Turning the TV into a 'social-media center'
Using Boxee's service, users can access their songs, videos, and photos on a TV.
(Credit: Boxee)LOS ANGELES--Boxee wants to give Steve Ballmer what he wants.
The Microsoft CEO complained recently how unsocial the television set is compared to the Web.
"My son will stay up all night basically playing Xbox Live with friends that are in various parts of the world," Ballmer told The Washington Post. "And yet I can't sit there in front of the TV and have the same kind of a social interaction around my favorite basketball game or golf match."
Boxee, a start-up that will launch a test version of the service on Monday, has plans to enable users to transfer their digital content from computers to their TVs and eventually turn the TV set into a "social-media center," CEO Avner Ronen said.
Sure, lots of other companies, including Apple and Microsoft, are trying to tie the PC to the TV. The difference is that Boxee is relying on the creativity of developers to build the kind of applications that consumers want. The company emerged from the XBMC project, an open-source effort to turn Xboxes into media centers.
Boxee's open-source software already lets users to share reviews, songs, video, and photos with friends. Executives expect that one day, Boxee users will move their Facebook content to Boxee and turn their TV into a hub for communications, social-networking, and media.
Nonetheless, the service still doesn't have an elegant answer to hooking up the TV to the Web. A user must connect them through a cable. That means hauling the laptop and plugging it into the TV every time you want to use Boxee. This is "clunky," Ronen acknowledges, but the company intends to eventually sign deals that would place them on a set-top box.
The service works only with systems running Linux and Mac OS X, but it will soon be compatible with Windows. NewTeeVee was first to report on the Boxee launch.
Greg Sandoval covers media and digital entertainment for CNET News. He is a former reporter for The Washington Post and the Los Angeles Times. E-mail Greg.

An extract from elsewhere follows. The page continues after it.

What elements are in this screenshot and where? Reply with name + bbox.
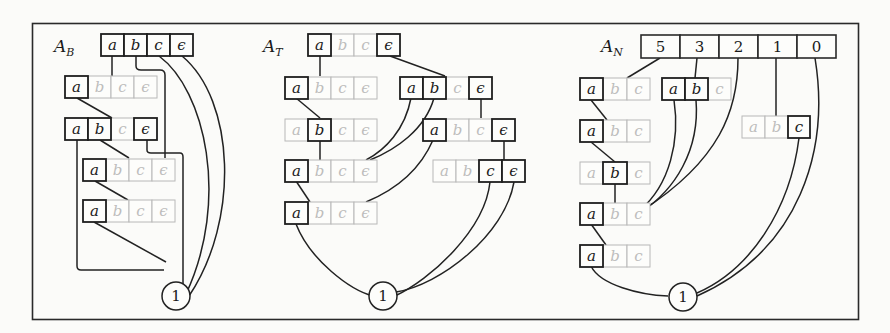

I appreciate your response and opinion. My statements are actually not opinions, but also based on fact. I am sorry that I cannot share the source due to NDA restrictions that I wilfully respect. If you disregard what I am saying as only my opinion, that is understandable because I cannot cite a source and I can only offer personal anonymous internet poster assurance that what I was saying is not simply based on opinion.
I actually said 'People in general', which should have said to you that I was not making a 100% sweeping generalization. Yes, some people do want this, but the market is very small. You find it very useful and that is great, but you are in the minority by a very vast margin.
You can already do everything that you mentioned without any new kind of system, and I was actually being supportive of the notion that there is room for more such devices. The 'foolish' comment is directed toward a business plan that hinges on the concept of a television being the centre of a social media experience, not toward an individual who enjoys the benefits of web access in their living room. This company feels that their product will be the "social-media center", and "a hub for communications, social-networking, and media". Of course they feel this, they are staking their company around the concept. What Boxee is trying to do is nothing new either, not even in the sense of open source. Check out MythTV. Not that it is bad, there is always room for more, and always room for improvements. It's just not new.
Thanks for the links. I have examined several of those surveys in the past. There's nothing there that nullifies anything I am saying.